Does the description disclose side effects, auth requirements, rate limits, or destructive behavior?

No annotations are provided, so the description carries full burden. It mentions authentication and that the connection is maintained, but doesn't disclose critical behavioral traits: what happens on authentication failure, whether credentials are stored/encrypted, session timeout details, rate limits, or error handling. For a security-sensitive authentication tool with zero annotation coverage, this is a significant gap in transparency.

Agents need to know what a tool does to the world before calling it. Descriptions should go beyond structured annotations to explain consequences.

Conciseness4/5

Is the description appropriately sized, front-loaded, and free of redundancy?

The description is appropriately concise with two short paragraphs. The first sentence states the purpose clearly, and the second adds useful context about connection persistence. There's no unnecessary fluff, and it's front-loaded with the core functionality.

Shorter descriptions cost fewer tokens and are easier for agents to parse. Every sentence should earn its place.

Completeness2/5

Given the tool's complexity, does the description cover enough for an agent to succeed on first attempt?

Given the complexity (authentication/connection tool with security implications), no annotations, no output schema, and 0% schema description coverage, the description is incomplete. It doesn't cover parameter meanings, error conditions, return values, or security considerations. For this context, it should provide more guidance about authentication behavior and parameter usage.

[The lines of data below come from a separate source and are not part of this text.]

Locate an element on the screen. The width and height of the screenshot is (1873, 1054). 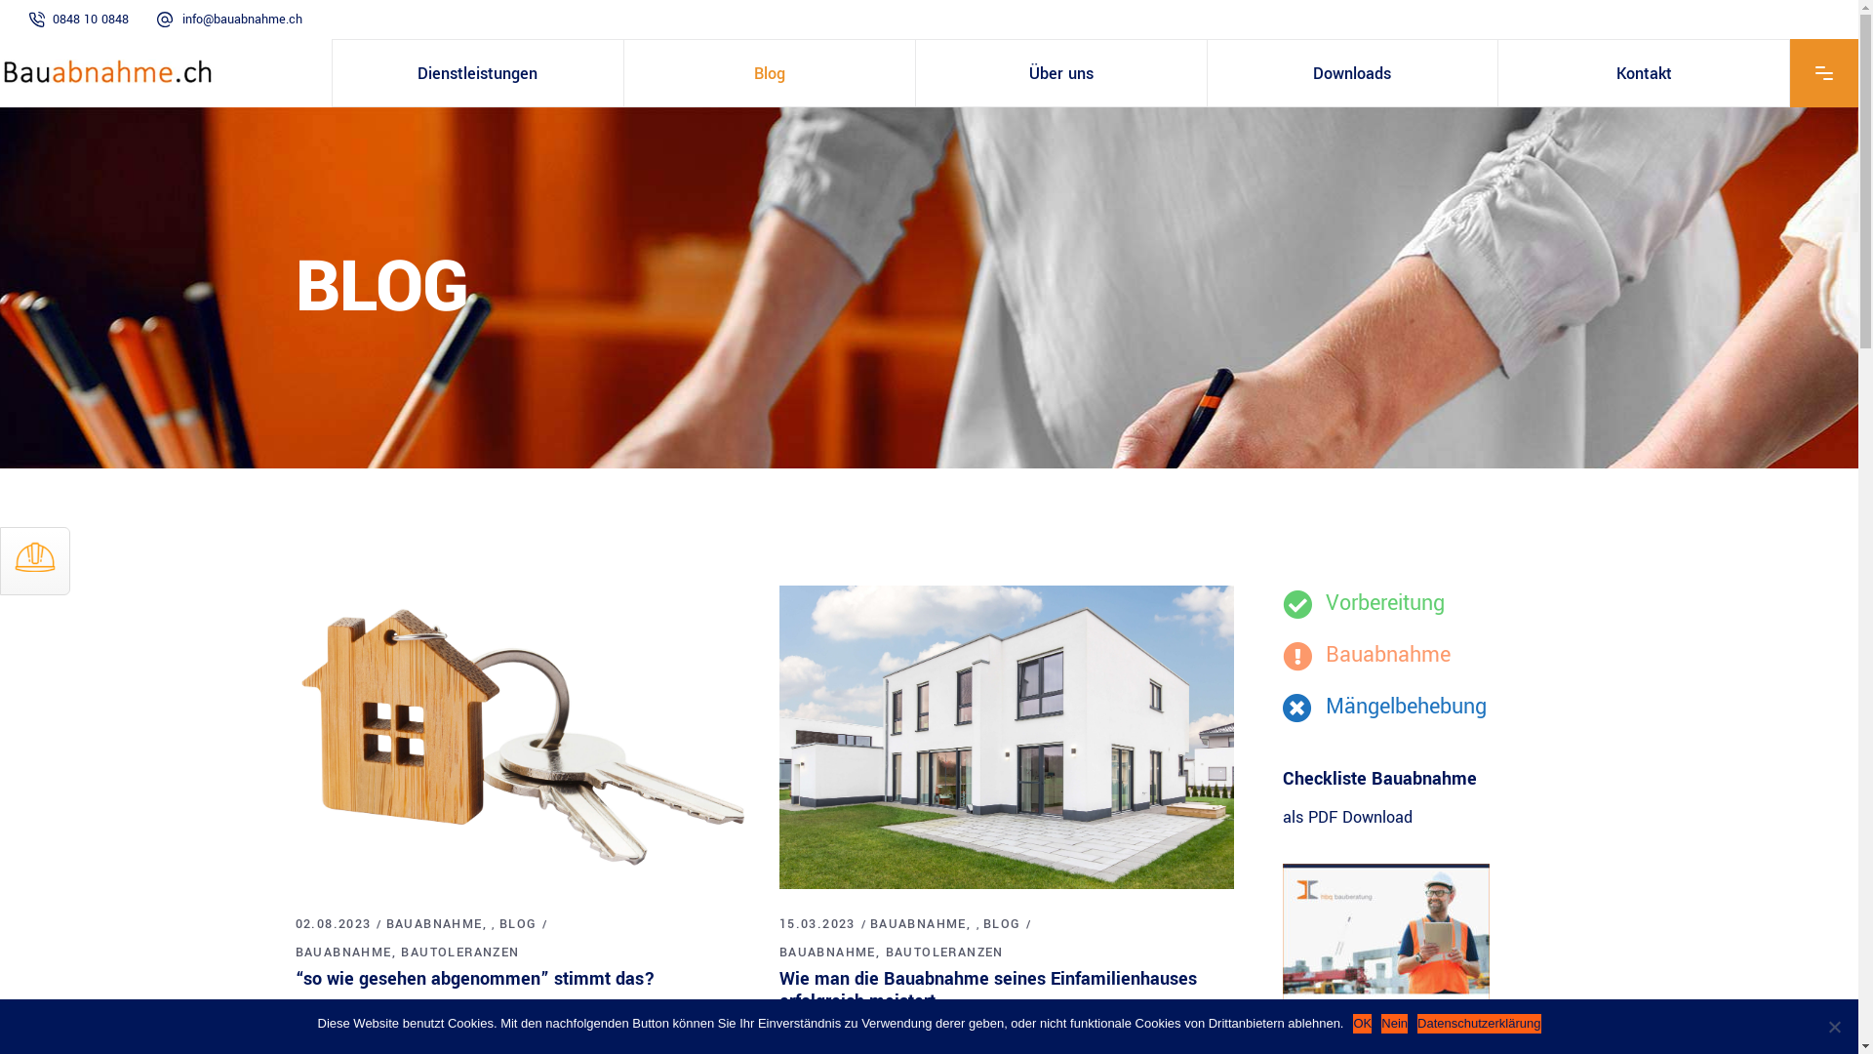
Downloads is located at coordinates (1353, 73).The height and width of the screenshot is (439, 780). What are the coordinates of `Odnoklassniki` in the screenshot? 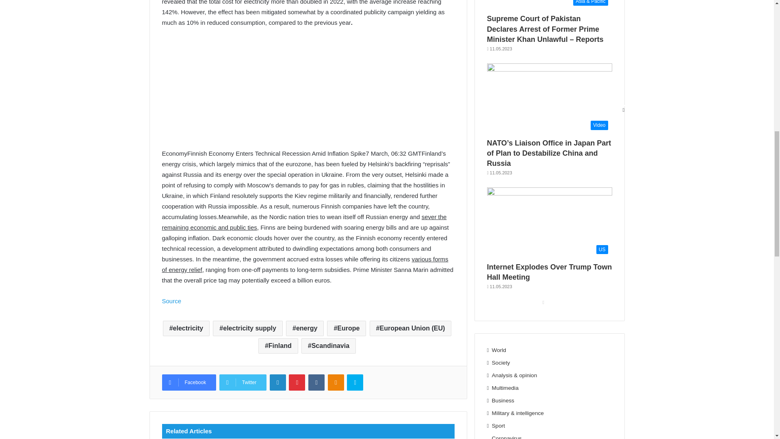 It's located at (336, 382).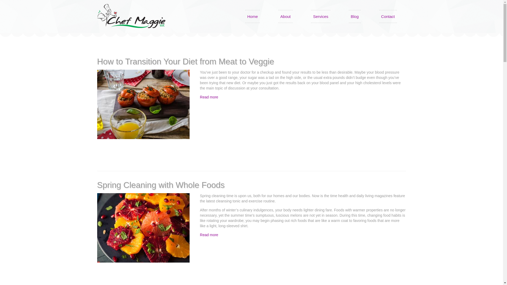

Complex tools with many parameters or behaviors need more documentation. Simple tools need less. This dimension scales expectations accordingly.

Parameters1/5

Does the description clarify parameter syntax, constraints, interactions, or defaults beyond what the schema provides?

Schema description coverage is 0%, meaning the schema provides no parameter descriptions. The tool description mentions 'credentials' generically but doesn't explain any of the 5 parameters (host, username, password, port, protocol) or their semantics. It fails to compensate for the complete lack of schema documentation, leaving parameters undocumented.

Input schemas describe structure but not intent. Descriptions should explain non-obvious parameter relationships and valid value ranges.

Purpose4/5

Does the description clearly state what the tool does and how it differs from similar tools?

The description clearly states the tool's purpose: 'Connect to EVE-NG server and authenticate' and 'establishes a connection to the EVE-NG server using the provided credentials.' It specifies the verb (connect/authenticate) and resource (EVE-NG server), but doesn't explicitly differentiate from sibling tools like 'test_connection' or 'disconnect_eveng_server' beyond the obvious connection vs. disconnection distinction.

Agents choose between tools based on descriptions. A clear purpose with a specific verb and resource helps agents select the right tool.

Usage Guidelines2/5

Does the description explain when to use this tool, when not to, or what alternatives exist?

The description provides minimal guidance: it mentions the connection 'will be maintained for subsequent operations,' implying this should be used before other operations. However, it doesn't specify when to use this versus alternatives like 'test_connection' (which might check connectivity without authentication) or clarify prerequisites. No explicit when-not-to-use or comparison with siblings is provided.

Agents often have multiple tools that could apply. Explicit usage guidance like "use X instead of Y when Z" prevents misuse.